I'd suggest a preg_replace_callback
and str_replace
:
QUESTION
I'll use an example for this.
Say I'm taking RSS feeds, going through their items, and storing some information about each item in a DB. I'm using SimplePie for processing the feeds, and Josh Campbell's MySQLi wrapper for the DB actions.
For each entry, I will save the item title, the time the item was published (retrieved from the feed), the time the item was added to my DB (defined at the time of inserting to DB), and an auto-incremented ID assigned to each.
...ANSWER
Answered 2020-Jul-20 at 11:27How can MySQL records be reordered by a certain column permanently?
You Can't Do That™. Seriously. And you will be sorry if you try.

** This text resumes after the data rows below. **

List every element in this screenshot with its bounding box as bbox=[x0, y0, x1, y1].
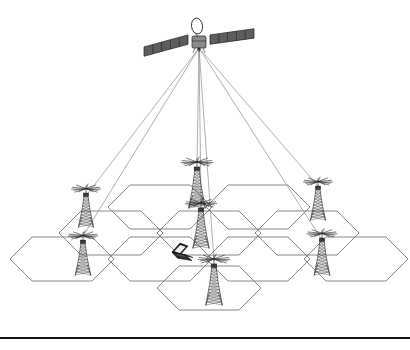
tower-brace bbox=[80, 247, 85, 250]
figure-canvas bbox=[0, 0, 410, 350]
hex-cell-cell-r1-c1 bbox=[108, 185, 212, 229]
satellite-feed-horn bbox=[197, 47, 200, 50]
tower-equipment-box bbox=[211, 264, 217, 268]
satellite-cell-network-figure bbox=[0, 0, 410, 350]
cell-tower-group bbox=[68, 157, 337, 305]
cell-tower-tower-center-lower bbox=[198, 254, 230, 305]
tower-equipment-box bbox=[194, 167, 200, 171]
satellite-bus-body bbox=[192, 36, 206, 48]
beam-to-tower-east-upper bbox=[199, 48, 318, 186]
satellite-strut-right bbox=[203, 48, 205, 53]
tower-equipment-box bbox=[83, 193, 88, 196]
mobile-terminal-laptop bbox=[172, 243, 193, 261]
tower-equipment-box bbox=[80, 240, 85, 244]
hex-cell-cell-r3-c0 bbox=[10, 237, 114, 281]
hex-cell-cell-r2-c0 bbox=[59, 211, 163, 255]
satellite-strut-left bbox=[193, 48, 195, 53]
beam-to-tower-center-lower bbox=[199, 48, 214, 261]
cell-tower-tower-center-mid bbox=[185, 198, 216, 248]
cell-tower-tower-east-upper bbox=[304, 177, 333, 220]
hex-cell-cell-r3-c2 bbox=[206, 237, 310, 281]
hex-cell-cell-r1-c2 bbox=[206, 185, 310, 229]
cell-tower-tower-west-upper bbox=[72, 184, 101, 227]
tower-brace bbox=[81, 247, 86, 250]
hex-cell-cell-r2-c2 bbox=[255, 211, 359, 255]
tower-equipment-box bbox=[315, 186, 320, 189]
satellite-solar-panel-left bbox=[144, 35, 188, 56]
satellite-dish-antenna bbox=[190, 17, 203, 34]
hex-cell-cell-r2-c1 bbox=[157, 211, 261, 255]
beam-to-tower-center-upper bbox=[197, 48, 199, 163]
beam-to-tower-west-lower bbox=[83, 48, 199, 236]
tower-equipment-box bbox=[319, 238, 324, 242]
beam-to-tower-west-upper bbox=[86, 48, 199, 196]
satellite-solar-panel-right bbox=[210, 29, 254, 45]
communications-satellite bbox=[144, 17, 254, 56]
hex-cell-cell-r3-c1 bbox=[108, 237, 212, 281]
tower-equipment-box bbox=[198, 208, 204, 212]
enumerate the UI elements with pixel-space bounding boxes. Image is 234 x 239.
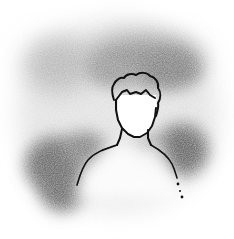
silhouette-artwork — [0, 0, 234, 239]
illustration: Grayscale illustration of a head-and-sho… — [0, 0, 234, 239]
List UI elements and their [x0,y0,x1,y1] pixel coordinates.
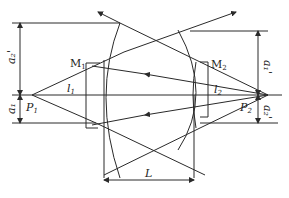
lens-diagram: a₂' a₁ a₁' a₂' M1 M2 l1 l2 P1 P2 L [0,0,289,198]
ray-mid-upper-cont [92,66,145,74]
ray-p2-upper [120,23,268,95]
diagram-svg: a₂' a₁ a₁' a₂' M1 M2 l1 l2 P1 P2 L [0,0,289,198]
ray-mid-lower-cont [92,115,145,125]
label-a1-left: a₁ [5,103,18,114]
lens1-surface-outer [106,23,120,178]
label-l1: l1 [67,82,75,96]
label-a2-right: a₂' [261,105,274,119]
ray-upper-out [124,12,236,52]
mirror-m2 [200,62,208,117]
ray-upper-left-out [98,12,120,23]
label-p1: P1 [25,101,38,115]
label-a2-prime-left: a₂' [5,50,18,64]
label-L: L [144,167,152,180]
label-l2: l2 [214,83,223,97]
label-a1-prime-right: a₁' [261,60,274,74]
ray-p2-mid-upper [145,74,268,95]
label-m2: M2 [211,58,227,72]
label-m1: M1 [70,57,86,71]
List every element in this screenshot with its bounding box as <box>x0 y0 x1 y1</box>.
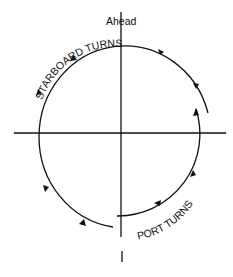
turning-circle-diagram: Ahead STARBOARD TURNS PORT TURNS <box>0 0 233 277</box>
port-turns-label: PORT TURNS <box>136 198 195 242</box>
starboard-turn-arc <box>39 46 208 227</box>
ahead-label: Ahead <box>106 15 137 27</box>
starboard-turns-label: STARBOARD TURNS <box>33 37 123 101</box>
direction-arrow-icon <box>36 49 199 226</box>
starboard-turns-text: STARBOARD TURNS <box>33 37 123 101</box>
port-turns-text: PORT TURNS <box>136 198 195 242</box>
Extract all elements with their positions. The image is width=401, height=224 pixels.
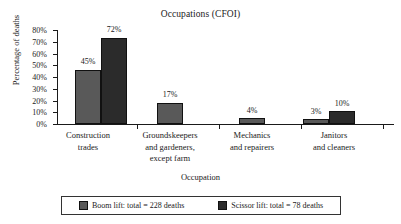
bar-value-boom-groundskeepers: 17% <box>148 91 192 99</box>
bar-scissor-janitors <box>329 111 355 124</box>
y-tick-mark <box>53 124 57 125</box>
y-tick-label: 30% <box>7 86 47 94</box>
y-tick-label: 0% <box>7 121 47 129</box>
y-tick-label: 70% <box>7 39 47 47</box>
y-tick-label: 50% <box>7 62 47 70</box>
x-tick-mark <box>219 125 220 129</box>
y-tick-mark <box>53 112 57 113</box>
bar-value-boom-mechanics: 4% <box>230 107 274 115</box>
bar-value-scissor-janitors: 10% <box>320 100 364 108</box>
x-tick-mark <box>301 125 302 129</box>
y-tick-mark <box>53 54 57 55</box>
bar-boom-groundskeepers <box>157 103 183 124</box>
legend-item-scissor-lift: Scissor lift: total = 78 deaths <box>218 201 323 210</box>
y-tick-mark <box>53 42 57 43</box>
x-category-label-janitors: Janitors and cleaners <box>289 130 379 153</box>
bar-boom-construction-trades <box>75 70 101 124</box>
chart-title: Occupations (CFOI) <box>0 9 401 19</box>
plot-area: 0% 10% 20% 30% 40% 50% 60% 70% 80% <box>57 30 394 125</box>
legend-label-boom: Boom lift: total = 228 deaths <box>92 202 184 210</box>
legend-swatch-icon-boom <box>79 201 88 210</box>
bar-scissor-construction-trades <box>101 38 127 124</box>
y-tick-mark <box>53 77 57 78</box>
y-tick-label: 40% <box>7 74 47 82</box>
y-tick-label: 80% <box>7 27 47 35</box>
y-tick-label: 10% <box>7 109 47 117</box>
x-category-label-groundskeepers: Groundskeepers and gardeners, except far… <box>125 130 215 165</box>
chart-figure: Occupations (CFOI) Percentage of deaths … <box>0 0 401 224</box>
y-tick-mark <box>53 65 57 66</box>
chart-legend: Boom lift: total = 228 deaths Scissor li… <box>61 196 341 215</box>
legend-label-scissor: Scissor lift: total = 78 deaths <box>231 202 323 210</box>
legend-item-boom-lift: Boom lift: total = 228 deaths <box>79 201 184 210</box>
y-tick-label: 60% <box>7 51 47 59</box>
y-tick-label: 20% <box>7 98 47 106</box>
x-tick-mark <box>383 125 384 129</box>
x-category-label-construction-trades: Construction trades <box>43 130 133 153</box>
x-tick-mark <box>137 125 138 129</box>
bar-boom-mechanics <box>239 118 265 124</box>
bar-value-scissor-construction-trades: 72% <box>92 26 136 34</box>
x-axis-line <box>57 124 394 125</box>
y-tick-mark <box>53 89 57 90</box>
legend-swatch-icon-scissor <box>218 201 227 210</box>
y-tick-mark <box>53 101 57 102</box>
x-category-label-mechanics: Mechanics and repairers <box>207 130 297 153</box>
y-tick-mark <box>53 30 57 31</box>
bar-boom-janitors <box>303 119 329 124</box>
x-axis-title: Occupation <box>0 172 401 182</box>
y-axis-line <box>57 30 58 125</box>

Seriously, rows in SQL databases have no inherent order. If you do not specify ORDER BY
on your query the server is free to return the set of rows you requested in any order it wants. If you get them in a particular order that somehow matches your expectation, it is a lucky coincidence.
As tables grow, SQL databases sometimes start using different ways of accessing them. And, without any ORDER BY specification, those different ways of accessing them may generate different orderings. So, if you need a particular order but you don't specify it, sometime in the life of your application the order will change. When you don't expect it to. And your users will suddenly be baffled by strange results.
Use ORDER BY
.
QUESTION
I will use an example to demonstrate this.
Assuming I have a MySQL DB where I place paths to files to be uploaded to S3, and a status column where each file is attributed either a pending
or uploaded
string.
I have a PHP script, upload.php
, which I can run with php upload.php
and receive the output logged to my terminal as the script progresses. I would like to set up a cron job that runs the script at certain intervals, say every 30 minutes, where each time the DB is queried and the files which hold a pending
status are processed for upload.
Now, I want to be able to track the progress of the script, regardless of its current status in the frontend (if currently no pending items are in the DB).
While I would appreciate any specific suggestion on how to do this, my question is also regarding best practice - meaning, what is the proper way to do this?
Here's an example of a script of such (it's using the Joshcam MysqliDb)
...ANSWER
Answered 2020-Jul-12 at 20:39I ended up setting an installation of Cronicle from jhuckaby.
Essentially a cron manager, but what's most important for my case is the live log-viewer. This enables me to run the script using a cron job at the intervals I defined, and watch as it executes via the log-viewer, while being able to leave and come back at any point to view the currently running task (or any of the previous tasks that ran while I was away).